World Ocean Summit to Address Plastic Pollution and Protection of Marine Species

Oceans
Protesters hold a banner saying 'save our seas' during the
Dave Rushen / SOPA Images / LightRocket via Getty Images

From February 9 to 11, scientists, world leaders and international companies will meet in the port city of Brest in Brittany, France, for the One Ocean Summit. The meeting will focus on inspiring the international community to heighten their objectives concerning the protection of marine life, tackling plastics pollution and addressing the impacts of the climate crisis.

The world’s five oceans cover 70 percent of our planet and are home to millions of marine species. They are important climate regulators, provide much of the world’s food and are the waterways of trade, but don’t get nearly as much attention as land ecosystems, according to Phys.org.

“The climate has its Cop process but there is no equivalent for the ocean, at a time when man’s relationship with the marine world has become more and more toxic, and global heating is causing extreme change,” said One Ocean Summit chief organizer Olivier Poivre d’Arvor, as reported by The Guardian.

President Emmanuel Macron of France — whose country is currently acting in its six-month capacity as president of the EU — convened the ocean summit, which will address efforts at improving high seas governance and coordinating international scientific study.

Macron said he hopes to get “ambitious commitments” from “a small but determined” group attending the summit, reported Phys.org.

According to the One Ocean Summit website, there will be more than 30 workshops, roundtable discussions and forums on February 9 and 10.

The summit will host representatives from more than 55 countries, Poivre d’Arvor said, as The Guardian reported. There will be meetings addressing sustainable shipping, rising sea levels putting cities at risk, marine science and other topics, bringing together about 300 entrepreneurs, researchers and international organizations.

Ocean advocates at the summit are calling for an end to France’s exploration of the ocean’s deepest trenches, as well as petitioning to protect dolphins from being killed accidentally by fishing boats off France’s coast, Phys.org reported.

Campaigners are also hoping to address the politically fraught issue of overfishing, which some fear heads of state will not even address, reported The Guardian. Campaigners are also seeking credible commitments to make 30 percent of the marine habitats on Earth protected by 2030, as opposed to the 7.7 percent of areas that are protected currently.

Environmental organizations are hoping that the ocean summit will be a catalyst for finalizing a UN treaty that would provide protection for marine life in international waters, as well as add 386,102 square miles to the Antarctic and South Pacific marine reserve, Phys.org reported. Nearly half of the Earth’s surface is covered by international waters.

Poivre d’Arvor said the ocean is “routinely left aside in major summits, and is now under serious threat from a whole range of different pressures. So this initiative is about raising international ambition and getting concrete, measurable commitments to tangible action,” as The Guardian reported.

Greenpeace, the Antarctic and Southern Ocean Coalition, Sea Shepherd, the High Seas Alliance Environmental Justice Foundation and several other NGOs demanded “major political announcements that will allow significant progress for the health of the global ocean” in a statement to French newspaper Le Monde, reported The Guardian.

“Decision-makers at the summit have a real political opportunity to raise the importance of the ocean’s health in international policymaking,” they wrote in their statement. “The time is no longer for words and observations; the solutions exist, and all that is missing is the political will to put them in place.”

Those interested can register to attend the summit virtually on the One Ocean Summit website.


Go through the records and show each line where the word "square" occurs.

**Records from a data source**

* * * * * * * * *

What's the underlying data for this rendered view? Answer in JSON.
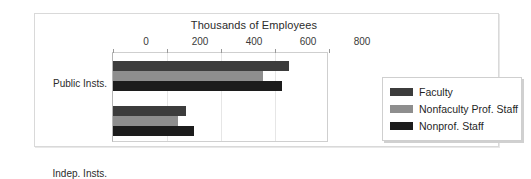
{
  "chart_data": {
    "type": "bar",
    "orientation": "horizontal",
    "title": "Thousands of Employees",
    "xlabel": "",
    "ylabel": "",
    "categories": [
      "Public Insts.",
      "Indep. Insts."
    ],
    "series": [
      {
        "name": "Faculty",
        "color": "#3c3c3c",
        "values": [
          650,
          270
        ]
      },
      {
        "name": "Nonfaculty Prof. Staff",
        "color": "#8e8e8e",
        "values": [
          555,
          240
        ]
      },
      {
        "name": "Nonprof. Staff",
        "color": "#1c1c1c",
        "values": [
          625,
          300
        ]
      }
    ],
    "xlim": [
      0,
      800
    ],
    "xticks": [
      0,
      200,
      400,
      600,
      800
    ],
    "xtick_labels": [
      "0",
      "200",
      "400",
      "600",
      "800"
    ],
    "grid": true,
    "legend_position": "right"
  }
}
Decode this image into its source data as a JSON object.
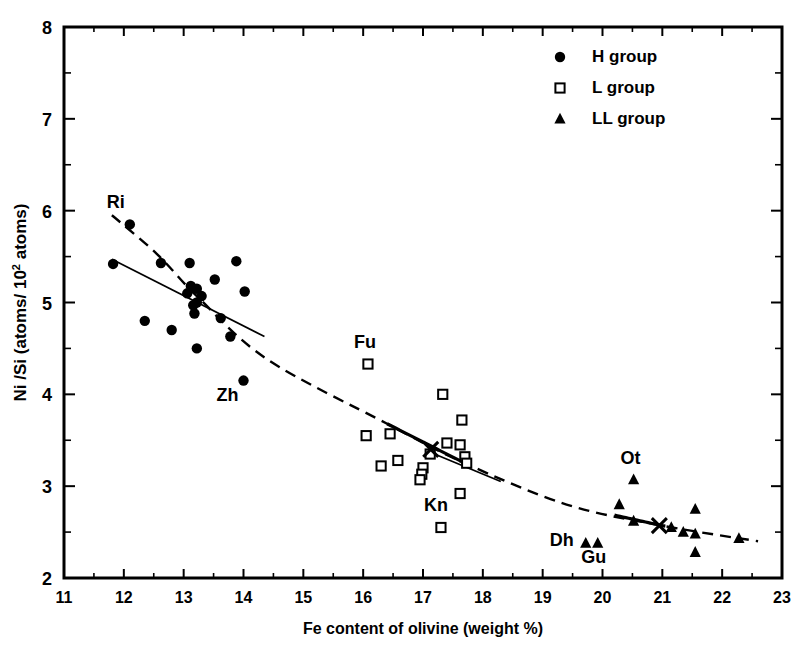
{
  "chart_data": {
    "type": "scatter",
    "title": "",
    "xlabel": "Fe content of olivine  (weight %)",
    "ylabel_line1": "Ni /Si",
    "ylabel_line2": "(atoms/ 10",
    "ylabel_exp": "2",
    "ylabel_line3": "atoms)",
    "ylabel_full": "Ni /Si  (atoms/ 10² atoms)",
    "xlim": [
      11,
      23
    ],
    "ylim": [
      2,
      8
    ],
    "xticks": [
      11,
      12,
      13,
      14,
      15,
      16,
      17,
      18,
      19,
      20,
      21,
      22,
      23
    ],
    "yticks": [
      2,
      3,
      4,
      5,
      6,
      7,
      8
    ],
    "xminor_step": 0.5,
    "yminor_step": 0.5,
    "grid": false,
    "legend_position": "top-right",
    "frame_color": "#000000",
    "marker_color": "#000000",
    "series": [
      {
        "name": "H group",
        "marker": "filled-circle",
        "points": [
          {
            "x": 12.1,
            "y": 5.85
          },
          {
            "x": 11.82,
            "y": 5.42
          },
          {
            "x": 12.62,
            "y": 5.43
          },
          {
            "x": 13.1,
            "y": 5.43
          },
          {
            "x": 13.88,
            "y": 5.45
          },
          {
            "x": 13.52,
            "y": 5.25
          },
          {
            "x": 14.02,
            "y": 5.12
          },
          {
            "x": 13.12,
            "y": 5.18
          },
          {
            "x": 13.22,
            "y": 5.15
          },
          {
            "x": 13.06,
            "y": 5.1
          },
          {
            "x": 13.3,
            "y": 5.07
          },
          {
            "x": 13.22,
            "y": 5.0
          },
          {
            "x": 13.16,
            "y": 4.97
          },
          {
            "x": 13.18,
            "y": 4.88
          },
          {
            "x": 13.62,
            "y": 4.83
          },
          {
            "x": 12.35,
            "y": 4.8
          },
          {
            "x": 12.8,
            "y": 4.7
          },
          {
            "x": 13.78,
            "y": 4.63
          },
          {
            "x": 13.22,
            "y": 4.5
          },
          {
            "x": 14.0,
            "y": 4.15
          }
        ],
        "labels": [
          {
            "text": "Ri",
            "x": 12.1,
            "y": 5.85,
            "dx": -14,
            "dy": -16
          },
          {
            "text": "Zh",
            "x": 14.0,
            "y": 4.15,
            "dx": -16,
            "dy": 20
          }
        ]
      },
      {
        "name": "L group",
        "marker": "open-square",
        "points": [
          {
            "x": 16.08,
            "y": 4.33
          },
          {
            "x": 17.33,
            "y": 4.0
          },
          {
            "x": 17.65,
            "y": 3.72
          },
          {
            "x": 16.45,
            "y": 3.57
          },
          {
            "x": 16.05,
            "y": 3.55
          },
          {
            "x": 17.4,
            "y": 3.47
          },
          {
            "x": 17.62,
            "y": 3.45
          },
          {
            "x": 17.12,
            "y": 3.35
          },
          {
            "x": 17.7,
            "y": 3.32
          },
          {
            "x": 16.58,
            "y": 3.28
          },
          {
            "x": 17.73,
            "y": 3.25
          },
          {
            "x": 16.3,
            "y": 3.22
          },
          {
            "x": 17.0,
            "y": 3.2
          },
          {
            "x": 16.98,
            "y": 3.13
          },
          {
            "x": 16.95,
            "y": 3.07
          },
          {
            "x": 17.62,
            "y": 2.92
          },
          {
            "x": 17.3,
            "y": 2.55
          }
        ],
        "labels": [
          {
            "text": "Fu",
            "x": 16.08,
            "y": 4.33,
            "dx": -3,
            "dy": -16
          },
          {
            "text": "Kn",
            "x": 17.3,
            "y": 2.55,
            "dx": -5,
            "dy": -16
          }
        ]
      },
      {
        "name": "LL group",
        "marker": "filled-triangle",
        "points": [
          {
            "x": 20.52,
            "y": 3.07
          },
          {
            "x": 20.28,
            "y": 2.8
          },
          {
            "x": 21.55,
            "y": 2.75
          },
          {
            "x": 20.52,
            "y": 2.62
          },
          {
            "x": 21.15,
            "y": 2.55
          },
          {
            "x": 21.35,
            "y": 2.5
          },
          {
            "x": 21.55,
            "y": 2.48
          },
          {
            "x": 22.28,
            "y": 2.43
          },
          {
            "x": 19.72,
            "y": 2.38
          },
          {
            "x": 19.92,
            "y": 2.38
          },
          {
            "x": 21.55,
            "y": 2.28
          }
        ],
        "labels": [
          {
            "text": "Ot",
            "x": 20.52,
            "y": 3.07,
            "dx": -3,
            "dy": -16
          },
          {
            "text": "Dh",
            "x": 19.72,
            "y": 2.38,
            "dx": -24,
            "dy": 3
          },
          {
            "text": "Gu",
            "x": 19.92,
            "y": 2.38,
            "dx": -4,
            "dy": 20
          }
        ]
      }
    ],
    "mean_markers": [
      {
        "label": "L group mean",
        "x": 17.13,
        "y": 3.4
      },
      {
        "label": "LL group mean",
        "x": 20.95,
        "y": 2.57
      }
    ],
    "trend_lines": [
      {
        "name": "overall-curve",
        "style": "dashed-with-solid-segments",
        "vertices": [
          {
            "x": 11.8,
            "y": 5.95
          },
          {
            "x": 12.55,
            "y": 5.53
          },
          {
            "x": 13.25,
            "y": 5.05
          },
          {
            "x": 14.4,
            "y": 4.38
          },
          {
            "x": 16.4,
            "y": 3.68
          },
          {
            "x": 17.7,
            "y": 3.25
          },
          {
            "x": 19.4,
            "y": 2.8
          },
          {
            "x": 21.0,
            "y": 2.57
          },
          {
            "x": 22.6,
            "y": 2.4
          }
        ],
        "solid_ranges": [
          [
            16.4,
            17.75
          ],
          [
            20.2,
            21.05
          ]
        ]
      },
      {
        "name": "h-group-regression",
        "style": "solid",
        "x1": 11.8,
        "y1": 5.47,
        "x2": 14.35,
        "y2": 4.63
      },
      {
        "name": "l-group-regression",
        "style": "solid",
        "x1": 17.12,
        "y1": 3.37,
        "x2": 18.3,
        "y2": 3.05
      }
    ]
  },
  "legend": {
    "items": [
      {
        "label": "H group",
        "marker": "filled-circle"
      },
      {
        "label": "L group",
        "marker": "open-square"
      },
      {
        "label": "LL group",
        "marker": "filled-triangle"
      }
    ]
  }
}
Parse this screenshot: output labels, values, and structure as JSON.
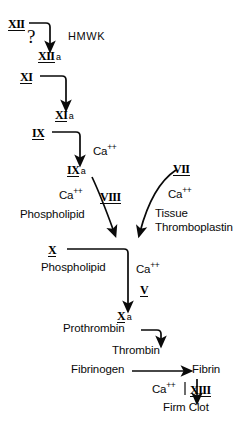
{
  "diagram": {
    "background_color": "#ffffff",
    "ink_color": "#0a0a0a"
  },
  "factors": {
    "xii": "XII",
    "xii_a": "XII",
    "xii_a_suffix": "a",
    "xi": "XI",
    "xi_a": "XI",
    "xi_a_suffix": "a",
    "ix": "IX",
    "ix_a": "IX",
    "ix_a_suffix": "a",
    "viii": "VIII",
    "vii": "VII",
    "x": "X",
    "x_a": "X",
    "x_a_suffix": "a",
    "v": "V",
    "xiii": "XIII"
  },
  "cofactors": {
    "hmwk": "HMWK",
    "question_mark": "?",
    "calcium_top": "Ca",
    "calcium_top_charge": "++",
    "calcium_viii": "Ca",
    "calcium_viii_charge": "++",
    "calcium_vii": "Ca",
    "calcium_vii_charge": "++",
    "calcium_x": "Ca",
    "calcium_x_charge": "++",
    "calcium_xiii": "Ca",
    "calcium_xiii_charge": "++",
    "phospholipid_upper": "Phospholipid",
    "phospholipid_lower": "Phospholipid",
    "tissue_line1": "Tissue",
    "tissue_line2": "Thromboplastin"
  },
  "products": {
    "prothrombin": "Prothrombin",
    "thrombin": "Thrombin",
    "fibrinogen": "Fibrinogen",
    "fibrin": "Fibrin",
    "firm_clot": "Firm Clot"
  }
}
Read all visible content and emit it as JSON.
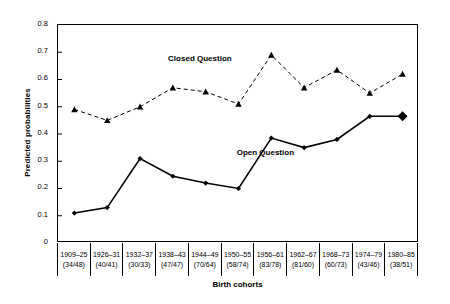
{
  "chart_data": {
    "type": "line",
    "title": "",
    "xlabel": "Birth cohorts",
    "ylabel": "Predicted probabilities",
    "ylim": [
      0,
      0.8
    ],
    "ytick_labels": [
      "0.8",
      "0.7",
      "0.6",
      "0.5",
      "0.4",
      "0.3",
      "0.2",
      "0.1",
      "0"
    ],
    "ytick_values": [
      0.8,
      0.7,
      0.6,
      0.5,
      0.4,
      0.3,
      0.2,
      0.1,
      0
    ],
    "grid": false,
    "legend_position": "inline-annotation",
    "categories": [
      "1909–25",
      "1926–31",
      "1932–37",
      "1938–43",
      "1944–49",
      "1950–55",
      "1956–61",
      "1962–67",
      "1968–73",
      "1974–79",
      "1980–85"
    ],
    "category_counts": [
      "(34/48)",
      "(40/41)",
      "(30/33)",
      "(47/47)",
      "(70/64)",
      "(58/74)",
      "(83/78)",
      "(81/60)",
      "(60/73)",
      "(43/46)",
      "(38/51)"
    ],
    "series": [
      {
        "name": "Closed Question",
        "style": "dashed",
        "marker": "triangle",
        "color": "#000000",
        "values": [
          0.49,
          0.45,
          0.5,
          0.57,
          0.555,
          0.51,
          0.69,
          0.57,
          0.635,
          0.55,
          0.62
        ]
      },
      {
        "name": "Open Question",
        "style": "solid",
        "marker": "diamond",
        "color": "#000000",
        "values": [
          0.11,
          0.13,
          0.31,
          0.245,
          0.22,
          0.2,
          0.385,
          0.35,
          0.38,
          0.465,
          0.465
        ]
      }
    ],
    "annotations": [
      {
        "text": "Closed Question",
        "x": 0.305,
        "y": 0.135
      },
      {
        "text": "Open Question",
        "x": 0.495,
        "y": 0.565
      }
    ]
  }
}
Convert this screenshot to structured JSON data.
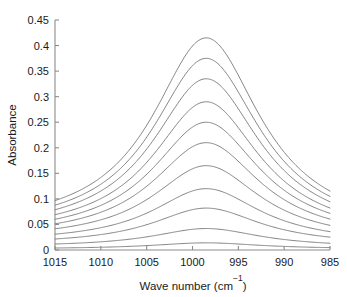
{
  "chart_data": {
    "type": "line",
    "title": "",
    "xlabel": "Wave number (cm−1)",
    "ylabel": "Absorbance",
    "xlabel_base": "Wave number (cm",
    "xlabel_sup": "−1",
    "xlabel_close": ")",
    "xlim": [
      1015,
      985
    ],
    "ylim": [
      0,
      0.45
    ],
    "x_reversed": true,
    "grid": false,
    "legend": "none",
    "xticks": [
      1015,
      1010,
      1005,
      1000,
      995,
      990,
      985
    ],
    "xtick_labels": [
      "1015",
      "1010",
      "1005",
      "1000",
      "995",
      "990",
      "985"
    ],
    "yticks": [
      0,
      0.05,
      0.1,
      0.15,
      0.2,
      0.25,
      0.3,
      0.35,
      0.4,
      0.45
    ],
    "ytick_labels": [
      "0",
      "0.05",
      "0.1",
      "0.15",
      "0.2",
      "0.25",
      "0.3",
      "0.35",
      "0.4",
      "0.45"
    ],
    "peak_center": 998.5,
    "peak_halfwidth": 7.2,
    "line_color": "#6e6e6e",
    "axis_color": "#8c8c8c",
    "text_color": "#1a1a1a",
    "background": "#ffffff",
    "series": [
      {
        "name": "curve-1",
        "peak_value": 0.415,
        "baseline_left": 0.036,
        "baseline_right": 0.03
      },
      {
        "name": "curve-2",
        "peak_value": 0.375,
        "baseline_left": 0.033,
        "baseline_right": 0.028
      },
      {
        "name": "curve-3",
        "peak_value": 0.335,
        "baseline_left": 0.03,
        "baseline_right": 0.026
      },
      {
        "name": "curve-4",
        "peak_value": 0.29,
        "baseline_left": 0.027,
        "baseline_right": 0.023
      },
      {
        "name": "curve-5",
        "peak_value": 0.25,
        "baseline_left": 0.024,
        "baseline_right": 0.021
      },
      {
        "name": "curve-6",
        "peak_value": 0.21,
        "baseline_left": 0.021,
        "baseline_right": 0.018
      },
      {
        "name": "curve-7",
        "peak_value": 0.165,
        "baseline_left": 0.018,
        "baseline_right": 0.015
      },
      {
        "name": "curve-8",
        "peak_value": 0.12,
        "baseline_left": 0.014,
        "baseline_right": 0.012
      },
      {
        "name": "curve-9",
        "peak_value": 0.082,
        "baseline_left": 0.01,
        "baseline_right": 0.009
      },
      {
        "name": "curve-10",
        "peak_value": 0.042,
        "baseline_left": 0.006,
        "baseline_right": 0.005
      },
      {
        "name": "curve-11",
        "peak_value": 0.014,
        "baseline_left": 0.002,
        "baseline_right": 0.002
      }
    ]
  }
}
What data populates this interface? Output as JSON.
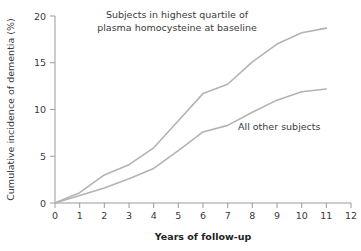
{
  "chart_data": {
    "type": "line",
    "title": "",
    "xlabel": "Years of follow-up",
    "ylabel": "Cumulative incidence of dementia (%)",
    "xlim": [
      0,
      12
    ],
    "ylim": [
      0,
      20
    ],
    "xticks": [
      "0",
      "1",
      "2",
      "3",
      "4",
      "5",
      "6",
      "7",
      "8",
      "9",
      "10",
      "11",
      "12"
    ],
    "yticks": [
      "0",
      "5",
      "10",
      "15",
      "20"
    ],
    "grid": false,
    "legend_position": "inline-annotation",
    "line_color": "#b3b3b3",
    "axis_color": "#9a9a9a",
    "text_color": "#3a3a3a",
    "background": "#ffffff",
    "x": [
      0,
      1,
      2,
      3,
      4,
      5,
      6,
      7,
      8,
      9,
      10,
      11
    ],
    "series": [
      {
        "name": "Subjects in highest quartile of plasma homocysteine at baseline",
        "short_name": "highest-quartile",
        "values": [
          0,
          1.1,
          3.0,
          4.1,
          5.9,
          8.8,
          11.7,
          12.7,
          15.1,
          17.0,
          18.2,
          18.7
        ]
      },
      {
        "name": "All other subjects",
        "short_name": "all-other-subjects",
        "values": [
          0,
          0.8,
          1.6,
          2.6,
          3.7,
          5.6,
          7.6,
          8.3,
          9.7,
          11.0,
          11.9,
          12.2
        ]
      }
    ],
    "annotations": [
      {
        "id": "annotation-highest-quartile",
        "lines": [
          "Subjects in highest quartile of",
          "plasma homocysteine at baseline"
        ]
      },
      {
        "id": "annotation-all-other",
        "lines": [
          "All other subjects"
        ]
      }
    ]
  }
}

* * * * * * * * *

**Expected output**
        "marker": "open-square",
        "marker": "open-square"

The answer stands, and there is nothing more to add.